Amazon Blocks Over 1,800 Job Applications from Suspected North Korean Agents
Amazon has blocked more than 1,800 job applications from suspected North Korean agents, according to a LinkedIn post by the company's chief security officer. The applicants reportedly tried to secure remote IT roles using stolen or fake identities, with wages intended to be funneled back to fund North Korea's weapons programs.
Over the past year, Amazon noted a nearly one-third increase in job applications linked to North Korea. These operatives typically collaborate with laptop farms based in the US but work remotely from locations outside the country.
To combat this, Amazon uses a combination of AI tools and human verification to screen applications. Indicators of fraudulent North Korean applications include incorrectly formatted phone numbers and mismatched education histories. Fraudsters hijack dormant LinkedIn accounts using leaked credentials to gain verification and target software engineers.

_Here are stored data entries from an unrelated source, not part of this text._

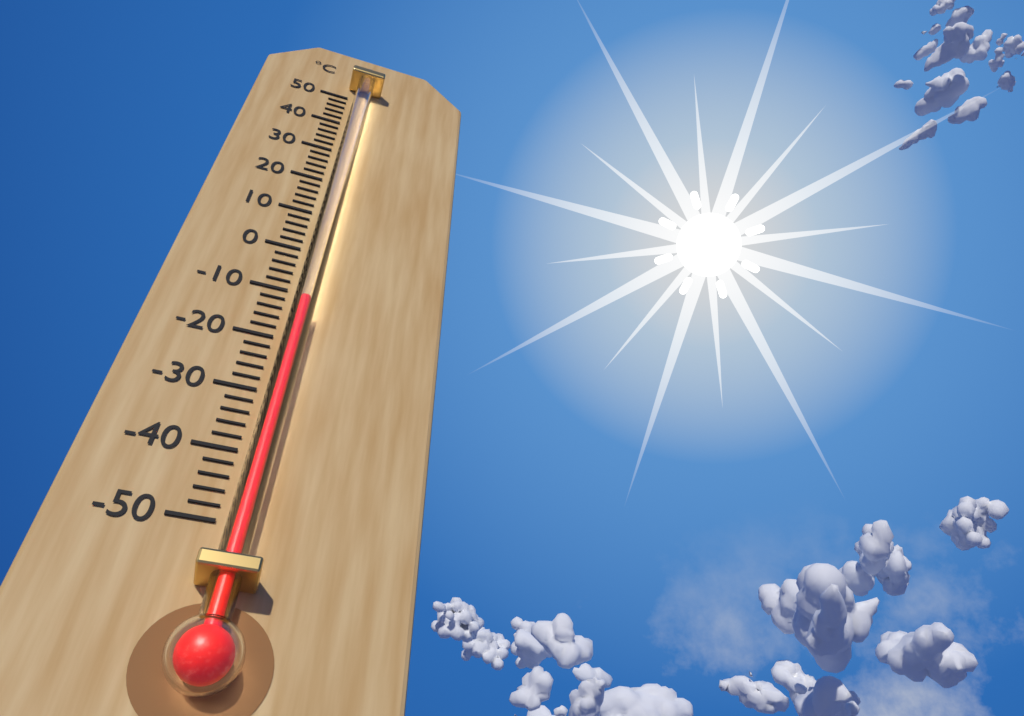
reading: -14 °C
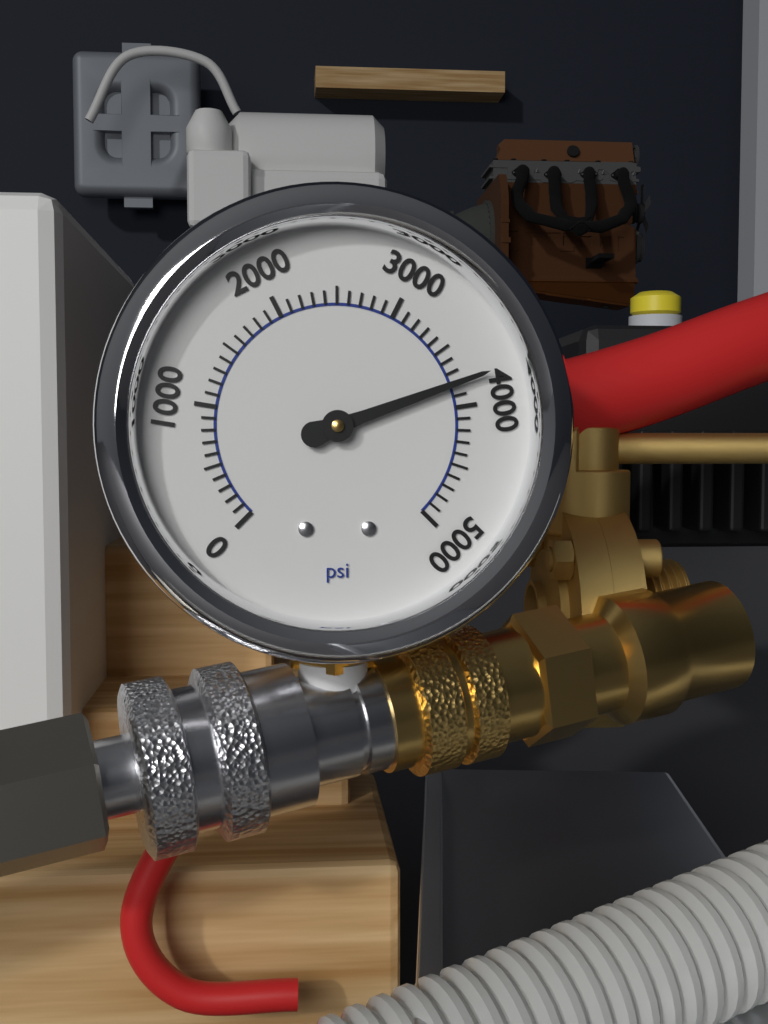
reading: 3800 psi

In related developments, the US Department of Justice announced in June that 29 laptop farms were operating illegally across the US. These farms used stolen or forged American identities to help North Korean workers obtain US jobs, leading to indictments against US brokers. In July, an Arizona woman was sentenced to more than eight years in prison for operating a laptop farm that helped North Korean IT workers secure remote jobs at over 300 US companies, generating over $17 million in illicit gains for both herself and Pyongyang.